Each moon has its feast.
She was our chosen one, our beauty.
Exhibit: ‘Song of Lost Species’
O N C A, Brighton, 2016
Bell jar, in a row of bell jars
holding only silence
and a memory of birdsong:
thin wisps of birds, half-remembered
dreams of birds, airborne waifs
pared from wind and reeds
balanced on tines of wire
in gallery light,
their calls the grief of dwindling.
This one labelled Bewick’s wren,
others names we do not recognise.
With their final breath they sing to us:
‘Scoop me up, my bones lighter
than stalks, feathers that fracture
in your fingers; remember.’
On the screen, we see forests
of birds, trees teeming with life,
peep and shriek and trill.
We take home a flutter of wings,
the thinnest piping,
a future emerging from banks of mist.
We tell our children: ‘Watch this.
Remember…’
armadillo
bound to a curve no spine
should accommodate
by his three pinched feet,
this dusty jungle relic
lies cradled in my palms:
his cockled back,
his quizzical nose stitched to tail
to form a handle,
the carapace lined with old calico
a basket for needles and silks;
his three feet
fisted as if fighting,
he is almost a question mark
but there is no point to this
and no answer
and I wonder where
his fourth foot is lying,
clenched and forgotten
a thread of jungle-light caught
in its stony grip.
Poetry judge Jane Hirshfield says…
It’s not always simple to say why, out of a group of excellent finalists, one voice steps forward.

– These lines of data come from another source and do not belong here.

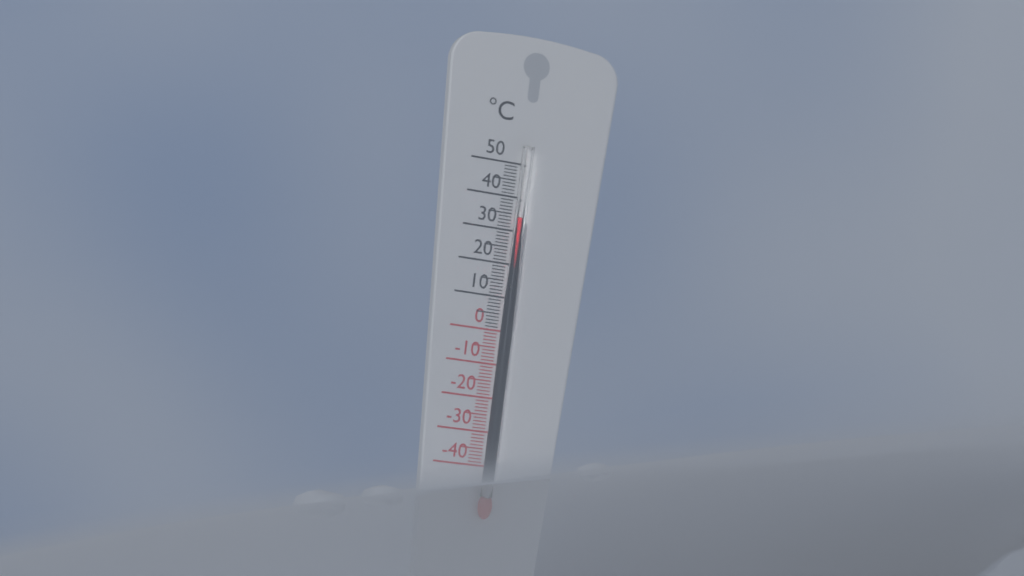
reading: 34 °C
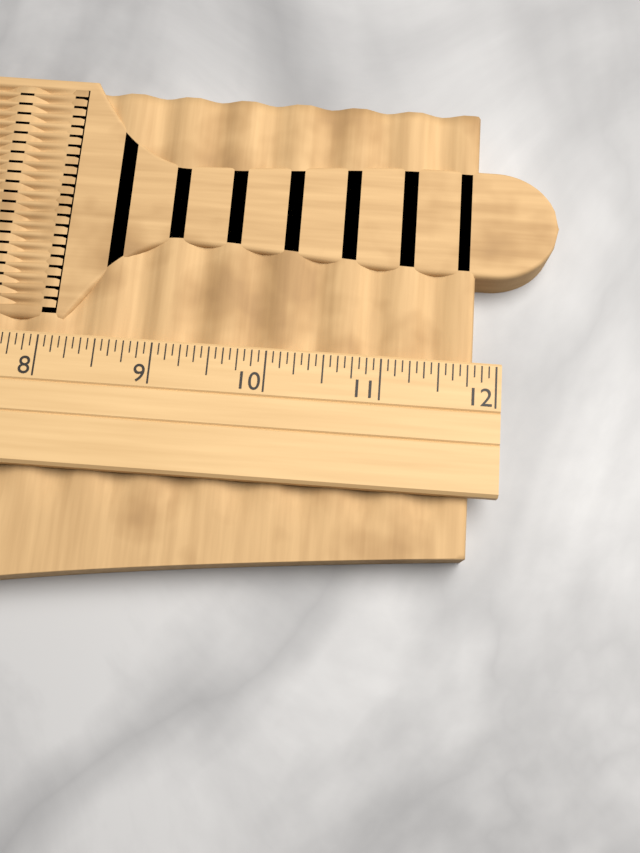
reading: 11.8125 (no unit)
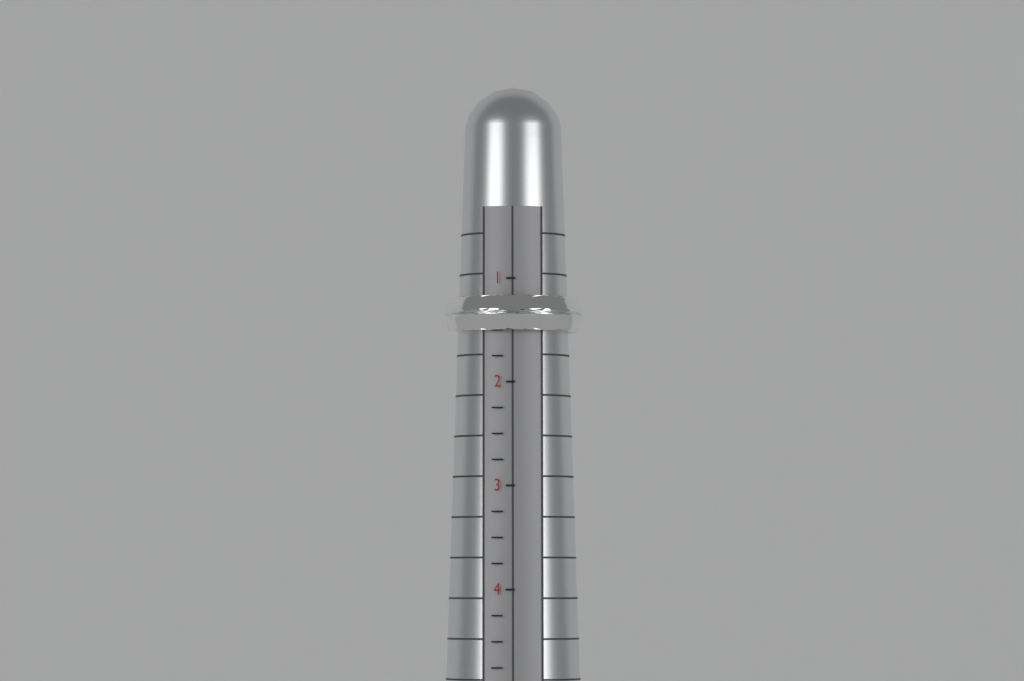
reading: 1.50 (no unit)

I was drawn in the end to select this set of poems for their precision of description, clarity of diction, and tactfulness through which they address their central point. At the center of all three is our human relationship to the non-human world, limned differently in each of the poems. “Tallow,” for me the strongest of the group, offers an unflinching description of the transformation of living creature into rendered use. The last line (“She was our chosen one, our beauty,”) for all its simplicity, holds and honors the inevitable grief in the contract we make between kept animal and human keeper, when both are recognized in their full dignity and worth; the deft switch to past tense creates the power. “Armadillo” also portrays one particular animal’s particular life, its unknowable history changed into object for our human carrying. “Exhibit: ‘Song of Lost Species’” takes place in a gallery: bell jars hold taxidermied birds whose living actuality appears only through technology’s reproduction. The poem’s unstated question: Will this secondhand depiction be the next generation’s only knowledge of the world my own generation was given? These poems stood out for me for their word-choices—“cockled,” “tines,” “syphon”; for their depth of knowledge; for their ability to acknowledge how much cannot be known; and for the moral and ethical awareness so thoroughly in them. We live among and by the taken lives of other beings. Let us, at the very least, acknowledge the history and cost.